This mysterious film shows us a man and a woman in an extravagant and capacious hotel. The man insists that he had an affair with the lady last year in Marienbad (or was it somewhere else?) The woman denies it, and just wants the man to leave her alone. Perhaps the man did meet her, perhaps he didn't. Resnais puts the pieces there and lets us take what we can from it.
The beautiful looking establishment, complete with gardens of splendour, is an eerie setting for the film. The guests seem like they are in a trance most of the time. A card game is shown where a man cannot be beaten, he claims. The cinematography is brilliant. Dark, then white, giving a blinking effect at times; and constantly switching between different locations. The music throughout the film sounds like it's from an old church organ. I can understand why this film will put off some people, because it doesn't explain much, and does meander at a pedestrian pace. But approached in the right mood, and watched in a dark room, this is a film to appreciate. Peter Greenaway thinks so; the film was influential in the making of The Draughtsman's Contract, and is (supposedly) the film Greenaway most admires.

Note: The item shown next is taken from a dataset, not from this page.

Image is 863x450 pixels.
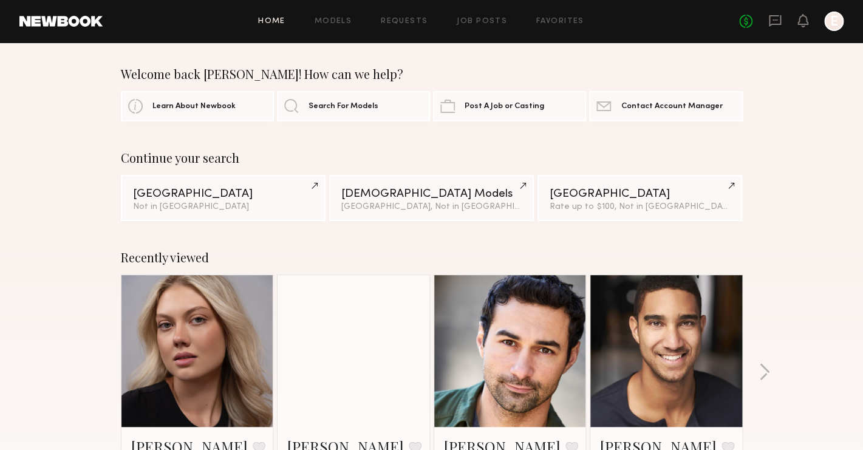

The beautiful looking establishment, complete with gardens of splendour, is an eerie setting for the film. The guests seem like they are in a trance most of the time. A card game is shown where a man cannot be beaten, he claims. The cinematography is brilliant. Dark, then white, giving a blinking effect at times; and constantly switching between different locations. The music throughout the film sounds like it's from an old church organ. I can understand why this film will put off some people, because it doesn't explain much, and does meander at a pedestrian pace. But approached in the right mood, and watched in a dark room, this is a film to appreciate. Peter Greenaway thinks so; the film was influential in the making of The Draughtsman's Contract, and is (supposedly) the film Greenaway most admires.
It's useless to speculate on the "real" meaning of this dream-like movie that is an investigation on the mechanics of memory, and has the absolutely unique feature of allowing as many interpretations as there have been viewers since it opened to change cinematic grammar, decades ago. I've seen it 4 or 5 times over a span of some 25 years and still find it sumptuously directed, endlessly fascinating, eerie, one of my favorite movies of all time, and above all, an O-R-I-G-I-N-A-L !! Every movie ever made since "Marienbad" has a direct or indirect debt to it, as it abandoned (and subverted) objective story-telling tradition and entered the realm of total subjectivity, challenging movie audiences' intelligence, attention and perception. Of course, it's not meant for viewers who associate movies with light entertainment, though anyone who's ever wondered about his/her own mnemonic idiosyncrasies -- the diffuse, random, inaccurate way we recall facts and sometimes even mix them with imagined stuff -- surely COULD relate to this masterpiece.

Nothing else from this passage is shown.